Viggyowner said:
As has been said before that little hole in the left side feeds those 5 little holes in the lower rear fireback only. The hole at the rear controlled by the thermostatic flapper valve feeds air to that large curved tube in the lower left of the firebox.
Actually, all of the draft openings inside the stove are for primary combustion. The five small holes along the bottom of the fireback are the principal mode of air introduction into the fire zone. The entire left side could be blocked with ashes (been there) and the stove would probably run OK, just as long as those five holes in the back are clean and open.
The small hole in the left side of the stove is what feeds the secondary combustion. Air is introduced through a channel behind the fireback (where you can't see it). Under normal conditions, this should be open all the way, but you can experiment with partial opening to see if your burn improves. Bottom line is that this stove is a pretty old design, and it has no insulation surrounding the secondary burn chamber to keep the combustion temps up. You need to get the stove really hot back there for sustained secondary combustion to occur.
At very high temps, the thermostat in the back will close the primary air intake (flapper door) almost all the way if the thermostat chain is correctly adjusted (45º angle of the flapper when stove is ice cold). Don't forget, there is a handle on the thermostat for a reason. Pulling the lever to the left (as you face the stove from the front) will allow more air to come into the primary burn zone at all stove temps. This will allow more air to come in at higher burn rates, but will let too much air in as the stove cools down.

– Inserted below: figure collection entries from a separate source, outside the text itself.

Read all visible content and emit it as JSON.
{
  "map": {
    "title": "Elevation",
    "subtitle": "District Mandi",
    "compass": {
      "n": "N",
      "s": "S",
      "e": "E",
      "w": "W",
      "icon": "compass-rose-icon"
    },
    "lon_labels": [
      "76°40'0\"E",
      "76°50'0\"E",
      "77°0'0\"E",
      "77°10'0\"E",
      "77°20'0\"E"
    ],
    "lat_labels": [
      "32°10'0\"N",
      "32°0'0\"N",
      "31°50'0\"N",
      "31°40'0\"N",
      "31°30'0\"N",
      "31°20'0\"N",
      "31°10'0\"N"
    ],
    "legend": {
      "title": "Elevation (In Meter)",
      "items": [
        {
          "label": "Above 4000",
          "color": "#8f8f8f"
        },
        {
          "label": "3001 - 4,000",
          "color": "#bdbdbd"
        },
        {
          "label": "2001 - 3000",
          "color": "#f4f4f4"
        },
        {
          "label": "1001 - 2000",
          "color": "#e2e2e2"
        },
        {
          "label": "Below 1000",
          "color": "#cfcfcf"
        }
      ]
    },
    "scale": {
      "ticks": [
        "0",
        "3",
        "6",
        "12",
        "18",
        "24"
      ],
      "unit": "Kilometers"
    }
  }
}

Moving the lever to the right allows less air to come into the primary zone at all temps. Getting the stove real hot (650-750º) and then shutting the primary down too far may starve the primary fire of the necessary air. Don't count on the secondary burn to clean things up like it would in a modern stove. Chances are that you will get a smoldering burn in the firebox and not enough heat to keep temps high enough in the secondary chamber for smoke reburn to occur.
With my flue and burn practices, I liked to set my thermostat so that the flapper was open about a 1/8" to 1/4" when the stove was fully involved. On my stove, that was usually with the lever tilted just to the left of vertical. Always had long overnight burns that way, with plenty of coals and a warm stove 8 hours after a full load.
BTW if your flapper door is not opening back up as the stove cools, there is probably something binding at the hinge joint that is preventing it from pivoting on the hinge pin, or your bi-metalic coil is shot. Check for free movement up and down while the stove is cold. You should feel fair resistance to closing the flapper manually if the coil still has plenty of spring left in it. Attached below are a cutaway drawing of the stove and a drawing of the correct position for the thermostat linkage.